Inventive is usually described as a single AI Analyst, but it's more useful to think of it as three layers - the conversation, the safety net, and the actions.
Embedded in a SaaS product, it lets end customers use plain language to explore data, generate custom reports and dashboards, and operationalize insights - no ticket, no waiting on a human analyst.
Tests the AI across accounts and data sources, keeps answers auditable against configurable rules, diagnoses issues, learns from real usage, and proposes fixes that ship only with human approval.
Beyond answering questions, the agent takes AI-driven actions and automations inside the host product, plus proactive alerts and personalized, contextual insights for each user.
A rough illustration of Inventive's own framing: the model is a small slice of the problem. The reliability apparatus around it is most of the work - and most of the value. Directional, not audited.
// Illustrative allocation based on Inventive's public positioning. Not company-reported figures.
The origin story traces to Google, where the founders kept seeing AI that impressed in review meetings and stumbled with real customers. They left to build the missing layer.
Led embedded analytics at Google/Looker and monetized data products across Google Maps and Search. The commercial-and-data brain of the founding team.
Led the Apps team at People.ai building intelligent data products; started in monetization product at YouTube. Says the pain points she hit at prior companies are why Inventive exists.
Led platform engineering teams at Meta and built data platforms at Schrödinger, after PM work on Microsoft Bing. The infrastructure-at-scale hand.
"Our platform empowers product leaders to enhance experiences and deploy improvements in days rather than months."
— Erik Kuld, Co-Founder & CEO, InventiveInventive is not alone in wanting to put natural-language analytics inside other people's software. ThoughtSpot has Sage, Sisense has its own embedded story, Looker offers embedding, Omni is newer and hungry, and a great many product teams are quietly building their own copilot on a raw LLM API and hoping it holds. That last group is arguably Inventive's biggest competitor - the build-it-yourself instinct.
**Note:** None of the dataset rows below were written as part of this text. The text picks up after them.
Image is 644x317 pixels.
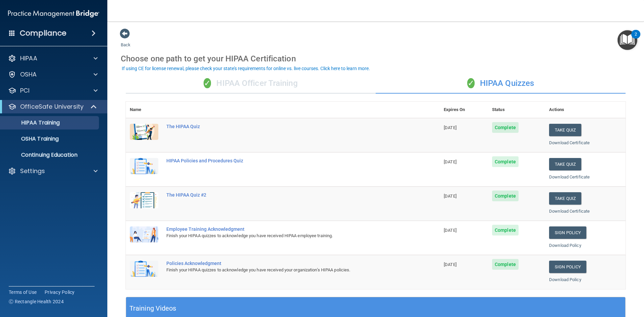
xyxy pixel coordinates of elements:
a: Privacy Policy [44,289,75,295]
p: Continuing Education [4,152,96,158]
span: [DATE] [444,262,456,267]
a: Download Certificate [549,174,590,179]
th: Name [126,102,162,118]
button: Take Quiz [549,123,582,136]
div: HIPAA Policies and Procedures Quiz [166,158,406,163]
button: Open Resource Center, 2 new notifications [618,30,637,50]
a: Settings [8,167,98,175]
a: Terms of Use [9,289,37,295]
th: Status [488,102,545,118]
div: Finish your HIPAA quizzes to acknowledge you have received HIPAA employee training. [166,232,406,240]
th: Expires On [440,102,488,118]
button: Take Quiz [549,158,582,170]
span: Complete [492,191,519,201]
p: OSHA Training [4,135,59,142]
div: Choose one path to get your HIPAA Certification [121,49,631,68]
a: Download Certificate [549,140,590,145]
a: Sign Policy [549,227,586,238]
a: Download Policy [549,277,582,282]
p: HIPAA [20,55,37,62]
a: Download Certificate [549,209,590,213]
a: Sign Policy [549,261,586,273]
span: Ⓒ Rectangle Health 2024 [9,298,64,305]
th: Actions [545,102,625,118]
p: HIPAA Training [4,119,60,126]
p: Settings [20,167,45,175]
span: Complete [492,259,519,270]
button: If using CE for license renewal, please check your state's requirements for online vs. live cours... [121,65,371,72]
div: Finish your HIPAA quizzes to acknowledge you have received your organization’s HIPAA policies. [166,266,406,274]
img: PMB logo [8,7,100,20]
div: If using CE for license renewal, please check your state's requirements for online vs. live cours... [122,66,370,71]
a: HIPAA [8,55,98,62]
a: OSHA [8,70,98,79]
p: OfficeSafe University [20,102,83,111]
div: HIPAA Quizzes [376,74,625,93]
a: Back [121,34,131,47]
div: Policies Acknowledgment [166,261,406,266]
p: OSHA [20,70,37,79]
button: Take Quiz [549,192,582,204]
span: [DATE] [444,125,456,130]
span: ✓ [204,78,211,88]
div: Employee Training Acknowledgment [166,227,406,232]
a: Download Policy [549,243,582,247]
a: PCI [8,86,98,95]
span: Complete [492,225,519,236]
div: The HIPAA Quiz [166,123,406,129]
span: Complete [492,156,519,167]
p: PCI [20,86,29,95]
span: ✓ [467,78,475,88]
div: 2 [634,34,637,43]
a: OfficeSafe University [8,102,97,111]
span: Complete [492,122,519,133]
h4: Compliance [20,29,67,38]
span: [DATE] [444,159,456,164]
div: HIPAA Officer Training [126,74,376,93]
div: The HIPAA Quiz #2 [166,192,406,198]
span: [DATE] [444,194,456,198]
h5: Training Videos [130,303,176,314]
span: [DATE] [444,228,456,233]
The differentiation Inventive is reaching for isn't "our model is smarter." Everyone rents similar models. It's "our machinery keeps the model honest over months." If that sounds like a modest claim, consider that a modest claim you can actually keep is worth more than a grand one you can't. The company brands itself, without much subtlety, as building "the quality standard for customer-facing AI." Whether that becomes a category or a footnote depends on execution - but the diagnosis of the problem is hard to argue with.
If you run a B2B software product: you embed the AI Analyst, and your customers start answering their own data questions - "show me churn by region last quarter," "which accounts are trending down" - without emailing your team. Your support queue shrinks. Your product gets stickier. And, per the sales pitch, a cost center starts looking more like a feature people renew for.
If you're a customer of one of those products, you get to skip the ticket. You ask; you get a report; you move on. The AI is supposed to be auditable, so when a number looks off, there's a trail to check rather than a shrug. That's the promise, anyway - and the reason the reliability layer is the entire pitch and not a footnote to it.
// No official product-demo video was confirmed on public channels at time of writing. Check the site and LinkedIn for the latest walkthroughs.